While harvesting the beans last week I heard some screeching, and I looked up to see a pair of hawks gliding and circling above. The picture above makes them look quite close, though they were in actuality pretty high up - the wonders of telephoto lenses. I watched them circle and drift southward, in search of easy prey. How were the chickens doing, I wondered?
Kurt on 09.23.09 @ 03:08 PM PST [more...]
Blackberries. Love 'em or hate 'em. Or more accurately, love 'em and hate 'em. The sweetness of the fruit, the prickle of the thorns. They bear the fragrant blossom for the honeybee, but they also take over land, and even pull down buildings. I once watched a blackberry patch cover and seemingly demolish a small shed along my walking route to work. It was a slow, inexorable process; I'm sure that the canes themselves didn't actually pull it down, but they may have clogged gutters and directed water into places that eventually destroyed the structure.
Kurt on 09.08.09 @ 10:11 PM PST [more...]
A couple of weeks ago when I was down at the farm I happened to notice that the fava beans were looking ready to harvest; the pods had turned dark, and many of the leaves had dropped. Although I had planned to work on threshing the wheat that day, I switched gears and started stacking fava bean plants in a pile on a tarp; this was necessary because fava beans, like many legumes, are biologically programmed to explode when the pod is ripe. At a certain point you can't disturb the plant at all without having the pods explode in little mini-showers of dried beans! So, getting the plants onto the tarp at least meant that they could continue drying until I had time to deal with them, and any pods that opened would have the tarp under them to catch the beans.
Kurt on 09.02.09 @ 01:00 PM PST [more...]
The threshing process for the wheat continues, although at a slower pace. The photo above is from more than a week ago (the family kidnapped me for a vacation, so no farm activities last week). The day this picture was taken was in the midst of a giant-sized heat wave we had here in the Pacific Northwest, with about a week of temperatures in the 100's. Luckily, I had thought of the idea of setting up an awning, which was the only way that I could have been doing any of this work at all on an afternoon where the mercury hit 105 degrees. I would work for about 45 minutes, then go sit in the shade for ten minutes. Everything had to be slowed down: move carefully, deliberately, slowly.
Kurt on 08.10.09 @ 12:44 PM PST [more...]
Finally, time for harvesting the wheat! Lou and I knocked the few remaining panels off the carton enclosing the thresher, and got it mounted on the tractor. Lubed it up with the grease gun; only broke one Zerk fitting, so that was par for the course. I needed to make a trip to Wilco anyway to get a short shaft PTO anyway.
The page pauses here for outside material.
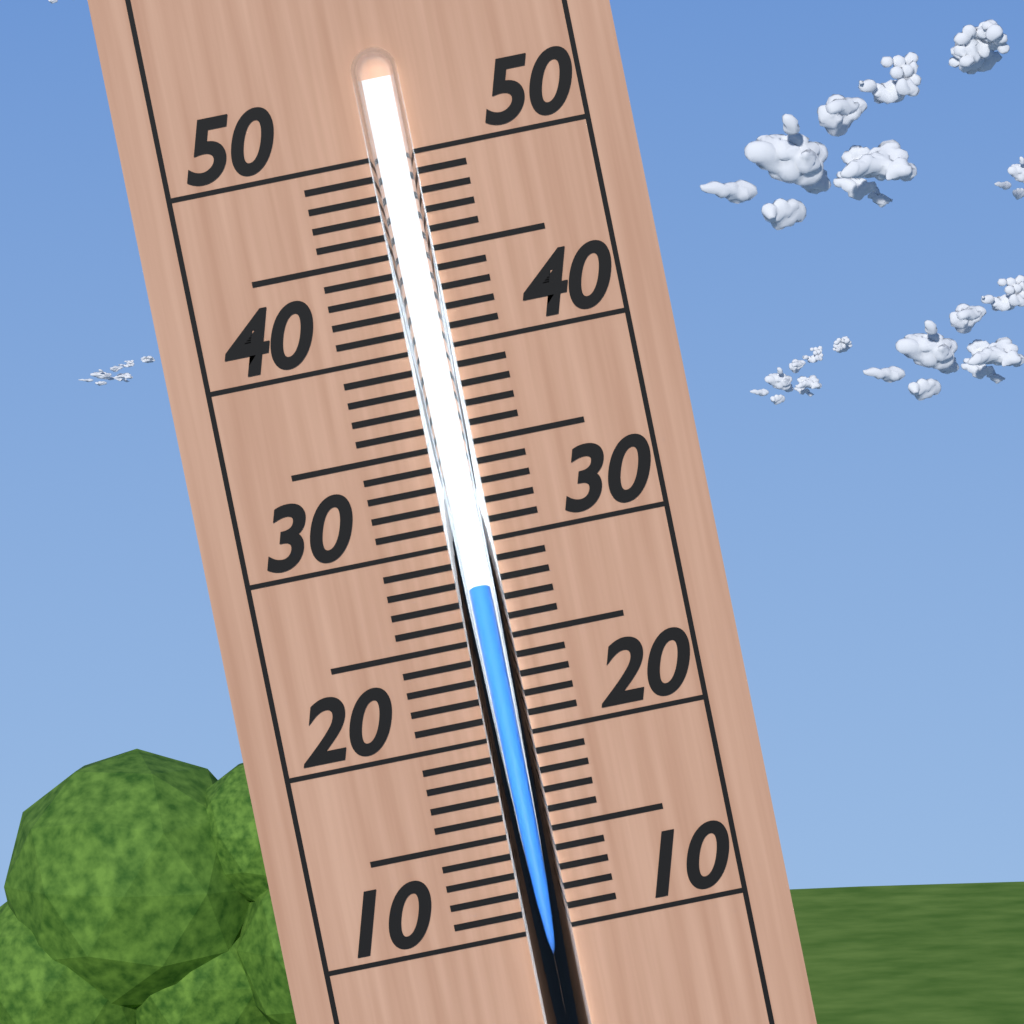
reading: 28 (no unit)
Once back from the store we tried it out with some bags of wheat tillers that Lou's family had cut. The photo above shows the bits of chaff flying out of the discharge chute of the awner, which is covered with the green plastic cloth. Lou is feeding tillers into the entrance to the awner on the other side of the thresher. It worked!
Kurt on 07.28.09 @ 07:58 AM PST [more...]
Lou's daughter brought this egg out to show us while we were working in the wheat field last weekend - it's a whopper of a chicken egg! I put the quarter dollar next to it to give some sense of scale; it's the biggest chicken egg I've ever seen. Can't be a duck egg - they don't have ducks. She said that she thought it was laid by their Auracana chicken named Big Red.